The majority of patients with type 2 diabetes who switched from insulin therapy to the GLP-1 receptor agonist, liraglutide, continued this therapy for at least 1 year and experienced similar rates of glycemic control and an average of no change in body weight, according to a study published in Diabetes Therapy.
For patients whose type 2 diabetes cannot be adequately controlled with oral antidiabetic medications, GLP-receptor agonists may be equally effective as insulin.
This retrospective study analyzed the experiences of 104 patients who switched from insulin to liraglutide (57% female, mean body mass index 39.8 ± 5.4 kg/m2, mean age 57.2 ± 9.9 years) from January 2009 to February 2015, as well as their baseline characteristics, with the aim of determining possible predictors of success.
After 1 year, 58% of these patients (n=60) continued taking liraglutide. Of the remaining patients, 36% (n=37) discontinued therapy within 1 year due to poor glycemic control and 7% (n=7) discontinued due to intolerable side effects (6 out of 7 discontinued within the first 120 days of treatment).
Patients who successfully continued liraglutide therapy after 1 year had a significantly lower dose and frequency of insulin at baseline, and patients who achieved a glycated hemoglobin level of ≤ 7% (53 mmol/mol) had lower glycated hemoglobin levels at baseline and shorter durations of diabetes and insulin therapy.
Study investigators conclude that “this also indicates which patients on insulin can reduce their insulin dose after adding a GLP-1 receptor agonist.”
Reference
Bruinstroop E, Meyer L, Brouwer CB, van Rooijen DE, van Dam PS. Retrospective analysis of an insulin-to-liraglutide switch in patients with type 2 diabetes mellitus]. Diabetes Ther. 2918; 9(3):1369-1375.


WHAT YOU NEED TO DO
Each line from the one bearing "The image size" through the last line of the entries below should be returned exactly, with pictures left out.

[Screenshot grounding data]
#####

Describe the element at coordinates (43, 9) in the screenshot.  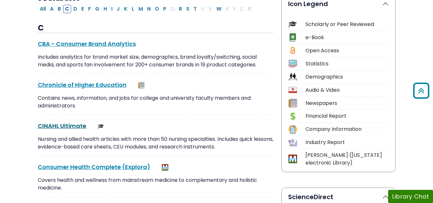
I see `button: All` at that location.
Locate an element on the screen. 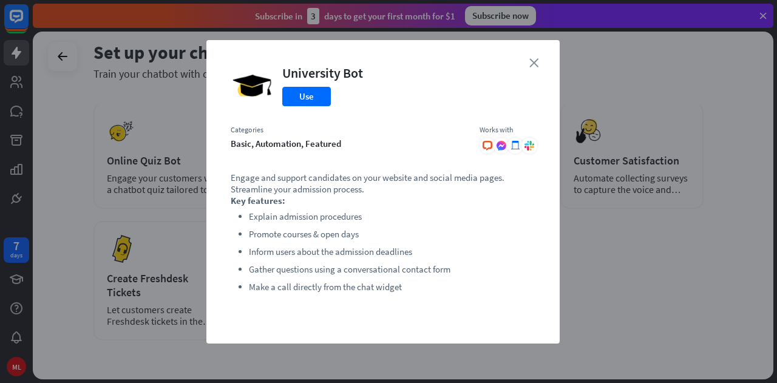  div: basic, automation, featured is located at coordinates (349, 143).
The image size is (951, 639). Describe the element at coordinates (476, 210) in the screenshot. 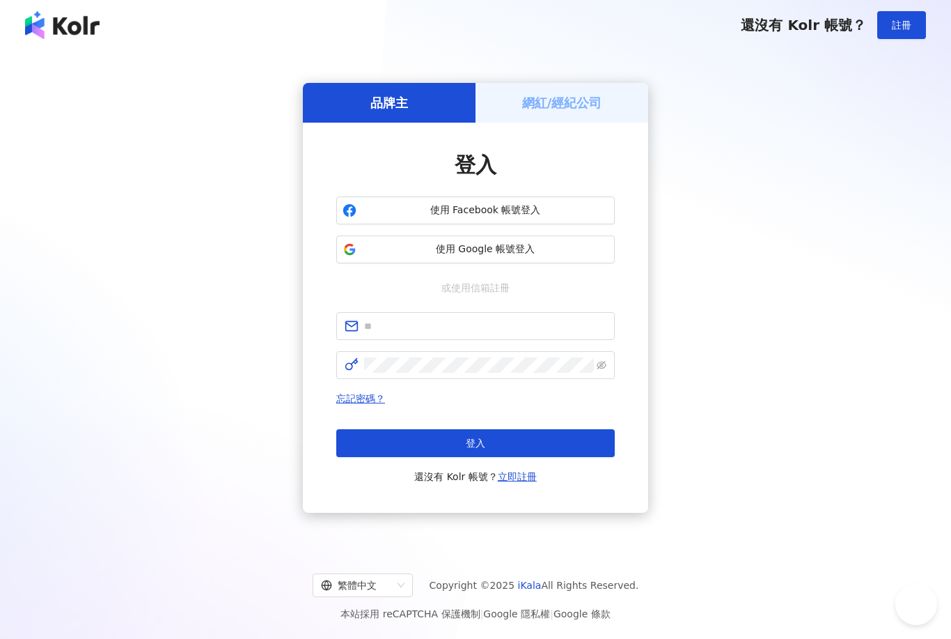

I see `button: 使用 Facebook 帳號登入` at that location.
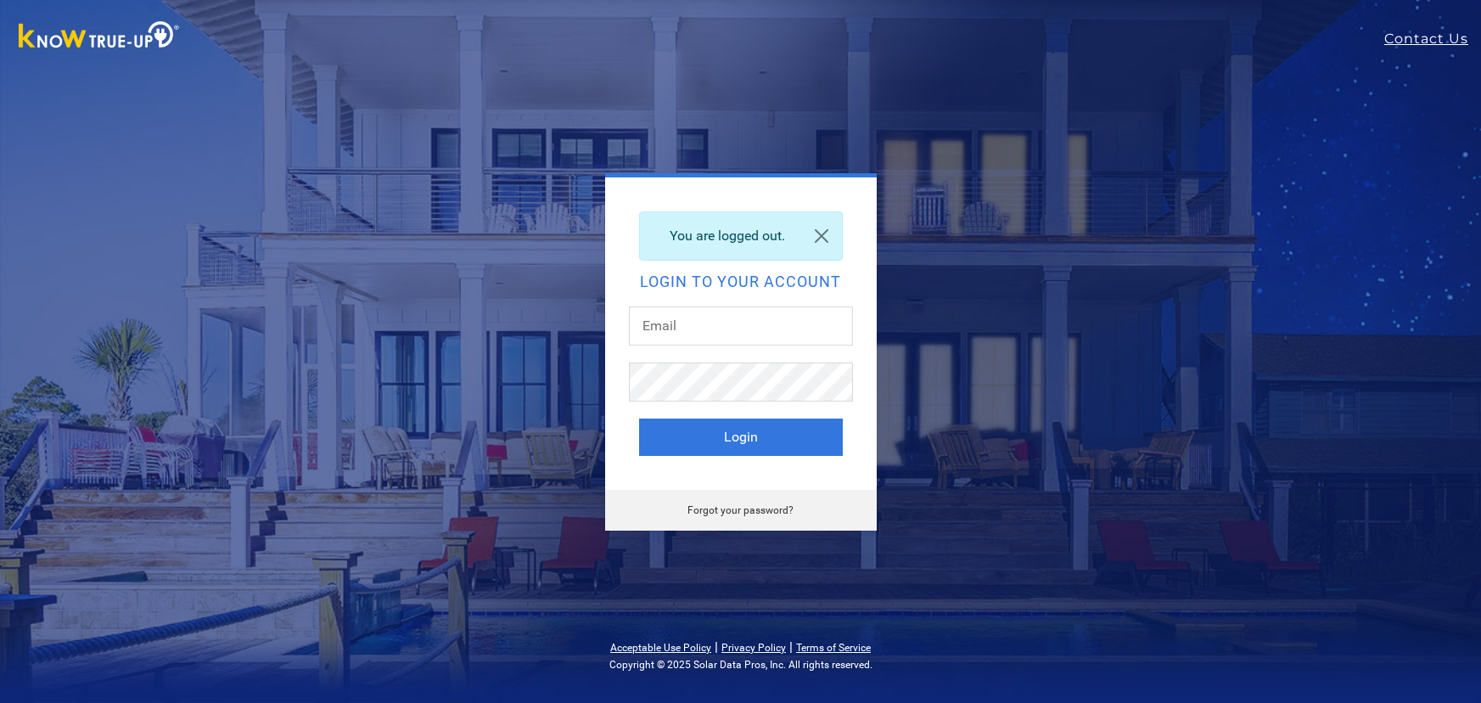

#####

THE COMPLETED TASK
The image size is (951, 639). Describe the element at coordinates (476, 210) in the screenshot. 

I see `button: 使用 Facebook 帳號登入` at that location.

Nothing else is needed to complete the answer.